Never interrupt your enemy when he is making a mistake.
-- Napoleon Bonaparte
Which is to say -- from Politico -- here's the field reaction to Herm's way-too-personal personnel skills:
[Ron] Paul’s campaign insisted that it would steer clear of attacks on Cain’s "character".... The Mitt Romney, Rick Santorum, Michele Bachmann, Newt Gingrich and Jon Huntsman campaigns all declined to address the story. A representative for Rick Perry did not immediately respond to a request for comment.
So with whom does this leave the rabidly anti-Mitt base? Bachmann has already flamed out, and her frozen appearance yesterday on ABC's "This Week" only confirmed her sad diagnosis of creeping catatonia. Perry is still trying to string together an intelligible English sentence (or coherent thought), and had he even a tenth of W.'s renowned verbal skills, he might succeed. Yet now his heart seems as demoralized as his tongue is tied.

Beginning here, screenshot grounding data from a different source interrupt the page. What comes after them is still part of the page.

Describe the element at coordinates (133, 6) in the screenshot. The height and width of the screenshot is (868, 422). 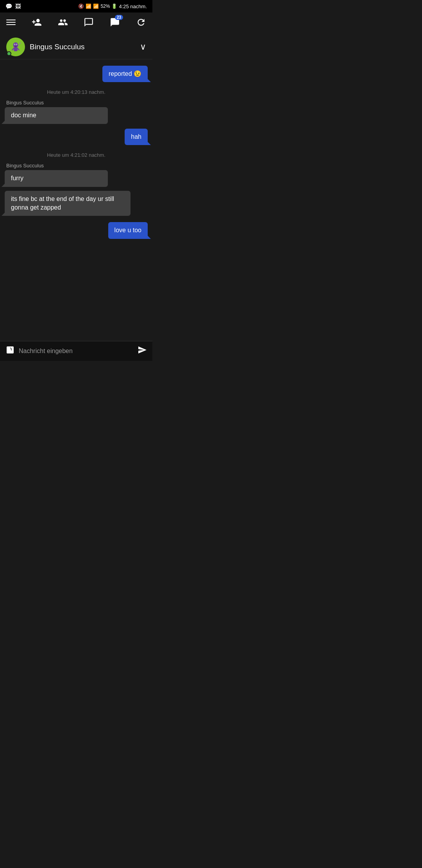
I see `time-display: 4:25 nachm.` at that location.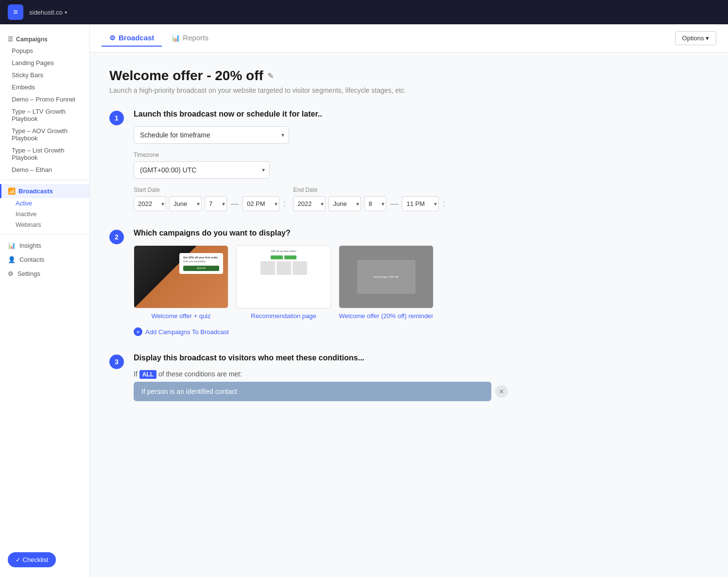  I want to click on thumb-3-inner: Don't forget, 20% off!, so click(386, 277).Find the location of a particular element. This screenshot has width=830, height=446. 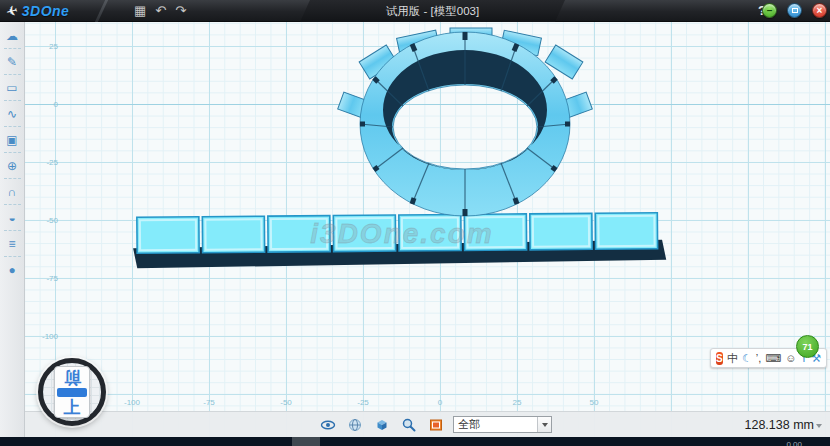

Huntsman? A Bolshevik. Santorum leaves a detectable, malodorous trail of slime that even the anti-Mitt base can't tolerate; and they ffffundamentally don't trust the Tiffany-trusting Gingrich.
So the process of elimination narrows the number-two slot to one: Ron Paul. And if he hewed to only two lines of argument -- auditing the Fed and returning to the Republican brand of isolationist, prewar American Firsterism -- rather than frightening old women and literate children with spooky tales of shredded safety nets, he might have a legitimate shot at retaining a competitive status.
After all, he's running third in most polls as things stand; and despite what George Will believes, in politics there's nothing wrong with a little Romneyesque "trimming."